Friday, May 13, 2011

Weighing Machine, Weighing Machine on the Floor ...

You know the story of Snow White and Seven Dwarfs. The Evil Queen asks the mirror on the wall the same question everyday, "Mirror, mirror on the wall / Who in the land is fairest of all?". The mirror repetitiously answers "You, my Queen" until one day when mirror tells the queen that Snow White, not the Queen is the fairest of all.

Unlike the queen, most of us men in our mid-life obsess not about our fairness or beauty. Most of us should have no illusion about our looks especially with kids in the teens or older. We instead talk endlessly about how gravity impacts us. How as we have gotten older, there seems to be more gravity around us. We feel heavier.

Each day we wake up in the morning and go to the bathroom where most of us have a weighing machine. We then ask the machine the same question, "Weighing Scale, Weighing Scale on the Floor / who in this land is the slimmest of all". Just like the queen, until the fateful day, we get the same answer.

Not you for sure, Ha Ha!

For the first thirty years of my life this was not a question, I had ever asked anyone or anything. In fact I did not possess a weighing machine. Sometime in my mid-thirties, I made the fatal mistake of getting one and since then my life has been one of misery. As I stood on top of it and wondered what I was going to see, hoping against hope, to see a small number, I got down each time after seeing the needle pointed towards larger and larger numbers.

Recently, the doctor had also started talking about the fried foods I liked to consume. He then talked about the health risks of increased cholesterol, LDL, HDL, and triglycerides. Even some of my friends had started talking about my expanding waistline.

It got so bad last summer, I swear, I heard the scale whisper "Fatty" as I left the bathroom. Now I know you would say, I have a vivid imagination if I told you that around last Thanksgiving, I heard a groan from my bathroom and a whispered comment, "Is it too much to ask? Why can't you eat less!".

The last one was too much for me to swallow. I had to take matters into my hand. I could take digs from my children and needling from friends. I will be damned if I take sarcasm from a weighing scale. So went and got a new one.

Lovingly I opened it and stood on it for the first time and asked the same question "Weighing Machine, Weighing machine ..." and the strange answer I got was

Fewer chips a day, keeps the doctor away!

Monday, May 02, 2011

Am I any longer a Geek?

One of my favorite Wodehouse title is Carry On, Jeeves, a collection of short stories. The first story, Jeeves Takes Charge, introduces us to Bertie and Jeeves and tells the story of how Jeeves came to be Bertie's boss, I mean valet. In this story, Bertie is engaged to the autocratic but beautiful Lady Florence, who wants to improve his mind by feeding him a book titled Types of Ethical Theory that contained this memorable prose.

Of the two antithetic terms in the Greek philosophy one only was real and self-subsisting; and that one was Ideal Thought as opposed to that which it has to penetrate and mould. The other, corresponding to our Nature, was in itself phenomenal, unreal, without any permanent footing, having no predicates that held true for two moments together; in short redeemed from negation only by including indwelling realities appearing through.

Right Ho. Naturally Bertie's engagement did not last much longer. I found this to be a funny story without paying anymore attention to it.

Recently I saw that my friend had posted on Facebook a comment on NP-Complete problems and remembered reading about this in graduate school decade and a half ago and actually doing well enough to get an A on that course. Since I no longer knew what it was, I looked my favorite source, The Wikipedia and, I kid you not, this was what I read.

In computational complexity theory, the complexity class NP-complete (abbreviated NP-C or NPC) is a class of decision problems. A decision problem L is NP-complete if it is in the set of NP problems so that any given solution to the decision problem can be verified in polynomial time, and also in the set of NP-hard problems so that any NP problem can be converted into L by a transformation of the inputs in polynomial time.

Quite lucid you say

I on the other hand am no longer feel smart enough to comprehend such material.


- WHAT THE TASK ASKS
Without changing a single character, write out every record below.

[DATA FOR ANALYSIS]

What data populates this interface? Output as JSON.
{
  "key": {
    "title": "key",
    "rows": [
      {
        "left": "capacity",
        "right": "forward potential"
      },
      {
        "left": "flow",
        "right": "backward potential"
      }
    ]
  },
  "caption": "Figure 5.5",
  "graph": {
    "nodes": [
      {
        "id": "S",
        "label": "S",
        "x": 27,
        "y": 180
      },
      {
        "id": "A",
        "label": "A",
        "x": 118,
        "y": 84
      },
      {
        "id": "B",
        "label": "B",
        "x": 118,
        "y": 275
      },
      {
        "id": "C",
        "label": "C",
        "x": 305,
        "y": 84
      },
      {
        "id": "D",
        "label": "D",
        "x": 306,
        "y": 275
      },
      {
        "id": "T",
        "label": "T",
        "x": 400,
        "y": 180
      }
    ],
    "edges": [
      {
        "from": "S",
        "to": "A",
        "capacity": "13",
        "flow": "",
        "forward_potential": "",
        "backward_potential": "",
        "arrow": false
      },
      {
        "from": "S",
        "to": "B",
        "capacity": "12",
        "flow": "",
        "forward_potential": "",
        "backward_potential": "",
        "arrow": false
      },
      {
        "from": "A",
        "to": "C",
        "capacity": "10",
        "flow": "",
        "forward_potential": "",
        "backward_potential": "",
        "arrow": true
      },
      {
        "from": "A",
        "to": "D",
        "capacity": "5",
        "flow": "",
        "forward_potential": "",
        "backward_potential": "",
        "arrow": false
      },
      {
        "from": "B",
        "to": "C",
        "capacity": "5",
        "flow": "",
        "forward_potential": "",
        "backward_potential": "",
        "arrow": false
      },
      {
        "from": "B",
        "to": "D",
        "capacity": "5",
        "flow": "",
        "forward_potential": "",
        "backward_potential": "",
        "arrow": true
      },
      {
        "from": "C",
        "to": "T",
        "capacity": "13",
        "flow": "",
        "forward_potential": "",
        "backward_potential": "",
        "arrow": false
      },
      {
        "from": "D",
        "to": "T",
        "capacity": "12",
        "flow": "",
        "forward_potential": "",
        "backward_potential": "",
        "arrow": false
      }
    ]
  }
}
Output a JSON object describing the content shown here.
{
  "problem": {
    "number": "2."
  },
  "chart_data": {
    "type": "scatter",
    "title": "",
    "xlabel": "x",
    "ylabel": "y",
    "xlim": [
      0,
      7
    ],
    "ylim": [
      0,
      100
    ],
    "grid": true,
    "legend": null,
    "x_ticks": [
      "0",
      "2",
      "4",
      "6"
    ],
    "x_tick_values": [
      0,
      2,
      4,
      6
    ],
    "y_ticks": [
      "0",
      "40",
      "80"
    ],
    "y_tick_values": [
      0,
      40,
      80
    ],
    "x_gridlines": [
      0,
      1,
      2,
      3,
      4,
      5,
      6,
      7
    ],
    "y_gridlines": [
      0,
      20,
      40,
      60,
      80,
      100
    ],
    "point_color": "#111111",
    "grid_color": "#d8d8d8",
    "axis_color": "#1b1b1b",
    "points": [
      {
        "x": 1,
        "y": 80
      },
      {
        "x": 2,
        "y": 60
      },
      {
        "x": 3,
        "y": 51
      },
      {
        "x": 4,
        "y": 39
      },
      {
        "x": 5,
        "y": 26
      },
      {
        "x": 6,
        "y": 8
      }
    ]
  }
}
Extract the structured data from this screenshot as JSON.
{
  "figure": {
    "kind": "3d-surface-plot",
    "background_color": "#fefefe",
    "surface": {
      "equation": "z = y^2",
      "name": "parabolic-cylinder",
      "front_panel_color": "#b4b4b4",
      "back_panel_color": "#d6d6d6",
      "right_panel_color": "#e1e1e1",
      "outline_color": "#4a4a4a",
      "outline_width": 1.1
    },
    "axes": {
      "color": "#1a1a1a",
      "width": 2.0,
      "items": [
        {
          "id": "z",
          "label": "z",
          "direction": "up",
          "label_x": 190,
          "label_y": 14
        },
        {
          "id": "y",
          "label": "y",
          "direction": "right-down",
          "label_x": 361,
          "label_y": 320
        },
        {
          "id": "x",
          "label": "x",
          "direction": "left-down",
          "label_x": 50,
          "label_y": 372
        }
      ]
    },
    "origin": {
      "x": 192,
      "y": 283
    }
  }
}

[/DATA FOR ANALYSIS]

- THE COMPLETED TASK
What data populates this interface? Output as JSON.
{
  "key": {
    "title": "key",
    "rows": [
      {
        "left": "capacity",
        "right": "forward potential"
      },
      {
        "left": "flow",
        "right": "backward potential"
      }
    ]
  },
  "caption": "Figure 5.5",
  "graph": {
    "nodes": [
      {
        "id": "S",
        "label": "S",
        "x": 27,
        "y": 180
      },
      {
        "id": "A",
        "label": "A",
        "x": 118,
        "y": 84
      },
      {
        "id": "B",
        "label": "B",
        "x": 118,
        "y": 275
      },
      {
        "id": "C",
        "label": "C",
        "x": 305,
        "y": 84
      },
      {
        "id": "D",
        "label": "D",
        "x": 306,
        "y": 275
      },
      {
        "id": "T",
        "label": "T",
        "x": 400,
        "y": 180
      }
    ],
    "edges": [
      {
        "from": "S",
        "to": "A",
        "capacity": "13",
        "flow": "",
        "forward_potential": "",
        "backward_potential": "",
        "arrow": false
      },
      {
        "from": "S",
        "to": "B",
        "capacity": "12",
        "flow": "",
        "forward_potential": "",
        "backward_potential": "",
        "arrow": false
      },
      {
        "from": "A",
        "to": "C",
        "capacity": "10",
        "flow": "",
        "forward_potential": "",
        "backward_potential": "",
        "arrow": true
      },
      {
        "from": "A",
        "to": "D",
        "capacity": "5",
        "flow": "",
        "forward_potential": "",
        "backward_potential": "",
        "arrow": false
      },
      {
        "from": "B",
        "to": "C",
        "capacity": "5",
        "flow": "",
        "forward_potential": "",
        "backward_potential": "",
        "arrow": false
      },
      {
        "from": "B",
        "to": "D",
        "capacity": "5",
        "flow": "",
        "forward_potential": "",
        "backward_potential": "",
        "arrow": true
      },
      {
        "from": "C",
        "to": "T",
        "capacity": "13",
        "flow": "",
        "forward_potential": "",
        "backward_potential": "",
        "arrow": false
      },
      {
        "from": "D",
        "to": "T",
        "capacity": "12",
        "flow": "",
        "forward_potential": "",
        "backward_potential": "",
        "arrow": false
      }
    ]
  }
}
Output a JSON object describing the content shown here.
{
  "problem": {
    "number": "2."
  },
  "chart_data": {
    "type": "scatter",
    "title": "",
    "xlabel": "x",
    "ylabel": "y",
    "xlim": [
      0,
      7
    ],
    "ylim": [
      0,
      100
    ],
    "grid": true,
    "legend": null,
    "x_ticks": [
      "0",
      "2",
      "4",
      "6"
    ],
    "x_tick_values": [
      0,
      2,
      4,
      6
    ],
    "y_ticks": [
      "0",
      "40",
      "80"
    ],
    "y_tick_values": [
      0,
      40,
      80
    ],
    "x_gridlines": [
      0,
      1,
      2,
      3,
      4,
      5,
      6,
      7
    ],
    "y_gridlines": [
      0,
      20,
      40,
      60,
      80,
      100
    ],
    "point_color": "#111111",
    "grid_color": "#d8d8d8",
    "axis_color": "#1b1b1b",
    "points": [
      {
        "x": 1,
        "y": 80
      },
      {
        "x": 2,
        "y": 60
      },
      {
        "x": 3,
        "y": 51
      },
      {
        "x": 4,
        "y": 39
      },
      {
        "x": 5,
        "y": 26
      },
      {
        "x": 6,
        "y": 8
      }
    ]
  }
}
Extract the structured data from this screenshot as JSON.
{
  "figure": {
    "kind": "3d-surface-plot",
    "background_color": "#fefefe",
    "surface": {
      "equation": "z = y^2",
      "name": "parabolic-cylinder",
      "front_panel_color": "#b4b4b4",
      "back_panel_color": "#d6d6d6",
      "right_panel_color": "#e1e1e1",
      "outline_color": "#4a4a4a",
      "outline_width": 1.1
    },
    "axes": {
      "color": "#1a1a1a",
      "width": 2.0,
      "items": [
        {
          "id": "z",
          "label": "z",
          "direction": "up",
          "label_x": 190,
          "label_y": 14
        },
        {
          "id": "y",
          "label": "y",
          "direction": "right-down",
          "label_x": 361,
          "label_y": 320
        },
        {
          "id": "x",
          "label": "x",
          "direction": "left-down",
          "label_x": 50,
          "label_y": 372
        }
      ]
    },
    "origin": {
      "x": 192,
      "y": 283
    }
  }
}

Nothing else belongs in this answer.